Today I open a new book, a new gospel. I'm going to read a verse from the gospel of Adam: Adam Creighton of the Australian, with a new book called a new book called 'The Book of Common Sense'. For this nation and nations around the world, with regard to the arguments that you and everybody in this room have heard about whether we use nuclear power or we don't use nuclear power—thousands of words written over the last six to eight weeks in newspapers across this land. So I open the new book today: the book of common sense. One of the profits and watch keepers of this book of common sense that I open today is Adam Creighton. There are others, but there is Adam Creighton particularly in an article in the Australian today which to me says it all.
For a start, he talked about how the electoral fortunes of those in Europe, who have voted recently, seem to be changing in dramatic ways. In a biblical reflection, their voting trends are changing, and they're changing because they are people who are thinking and using the book of common sense. In France, the support for the great green movement has halved to 5.5 per cent. In Germany, support for the Greens collapsed 50 per cent, to 12 per cent from 24. In the US, support for nuclear energy for domestic power surged from 43 per cent in 2020 to 57 per cent in 2023. The number of nuclear reactors in the US, which provide around 20 per cent of the country's electricity, declined from a peak of 111 in the eighties to 93 today, but nuclear power is being embraced by the current Biden administration as the only realistic way to achieve net zero.
I am enjoying this book of common sense. France has announced it's building at least six and up to 14 new nuclear power stations in the coming years. India is building how many—18 nuclear stations by 2030. China is planning at least 100 new reactors by 2035. Yes, nuclear power stations will be expensive until the speed of production increases and local industry adjusts. State and federal governments in Australia spent around $400 billion of borrowed money during COVID for an excess deaths outcome which was scarcely different from Sweden, who spent barely anything in comparison.
Yes, this book of common sense. Since 1997, fossil fuel consumption in absolute terms around the world has increased 55 per cent. Its share of the total has declined from 86 per cent to 82, down four per cent. We haven't been able to achieve that much in the grand scheme of the global energy transition. For affluent nations like ours to achieve net-zero carbon goals in international treaties that they've signed up to, they are required to commit to an annual expenditure of at least 20 per cent of GDP for decades. More than 80 million kilometres of new transmission lines across the world—the equivalent of redoing the entire global grid—would need to be built by 2040. I put to you that I have opened the book of common sense; it's not the first time you'll hear this gospel from me. I'm glad that the minister is in the room, and I hope she and her department take good account of this opening of the book of common sense.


**What the exercise asks:** Each entry should be repeated exactly. Its pictures should not be.

BEGIN Provided material

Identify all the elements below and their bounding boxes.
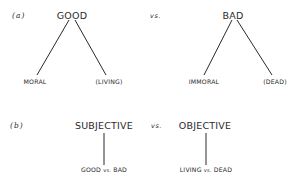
edge-bad-dead (237, 20, 272, 75)
connector-lines (0, 0, 294, 185)
node-moral: MORAL (24, 79, 47, 85)
edge-bad-immoral (204, 20, 232, 75)
node-bad: BAD (223, 11, 244, 21)
node-living: (LIVING) (95, 79, 122, 85)
node-living-vs-dead: LIVING vs. DEAD (180, 167, 233, 173)
bad-text: BAD (113, 166, 127, 173)
living-text: LIVING (180, 166, 202, 173)
node-immoral: IMMORAL (189, 79, 220, 85)
part-b-vs: vs. (151, 123, 162, 130)
edge-good-moral (37, 20, 69, 75)
vs-text: vs. (204, 167, 212, 173)
vs-text: vs. (103, 167, 111, 173)
part-a-label: (a) (12, 12, 25, 20)
part-a-vs: vs. (150, 13, 161, 20)
good-text: GOOD (81, 166, 101, 173)
node-dead: (DEAD) (263, 79, 287, 85)
dead-text: DEAD (214, 166, 232, 173)
diagram-canvas: (a) GOOD vs. BAD MORAL (LIVING) IMMORAL … (0, 0, 294, 185)
edge-good-living (75, 20, 106, 75)
node-good-vs-bad: GOOD vs. BAD (81, 167, 127, 173)
node-objective: OBJECTIVE (179, 121, 231, 131)
part-b-label: (b) (10, 122, 24, 130)
node-good: GOOD (57, 11, 87, 21)
node-subjective: SUBJECTIVE (75, 121, 133, 131)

END Provided material

**Output:**
Identify all the elements below and their bounding boxes.
edge-bad-dead (237, 20, 272, 75)
connector-lines (0, 0, 294, 185)
node-moral: MORAL (24, 79, 47, 85)
edge-bad-immoral (204, 20, 232, 75)
node-bad: BAD (223, 11, 244, 21)
node-living: (LIVING) (95, 79, 122, 85)
node-living-vs-dead: LIVING vs. DEAD (180, 167, 233, 173)
bad-text: BAD (113, 166, 127, 173)
living-text: LIVING (180, 166, 202, 173)
node-immoral: IMMORAL (189, 79, 220, 85)
part-b-vs: vs. (151, 123, 162, 130)
edge-good-moral (37, 20, 69, 75)
vs-text: vs. (204, 167, 212, 173)
vs-text: vs. (103, 167, 111, 173)
part-a-label: (a) (12, 12, 25, 20)
part-a-vs: vs. (150, 13, 161, 20)
good-text: GOOD (81, 166, 101, 173)
node-dead: (DEAD) (263, 79, 287, 85)
dead-text: DEAD (214, 166, 232, 173)
diagram-canvas: (a) GOOD vs. BAD MORAL (LIVING) IMMORAL … (0, 0, 294, 185)
edge-good-living (75, 20, 106, 75)
node-good-vs-bad: GOOD vs. BAD (81, 167, 127, 173)
node-objective: OBJECTIVE (179, 121, 231, 131)
part-b-label: (b) (10, 122, 24, 130)
node-good: GOOD (57, 11, 87, 21)
node-subjective: SUBJECTIVE (75, 121, 133, 131)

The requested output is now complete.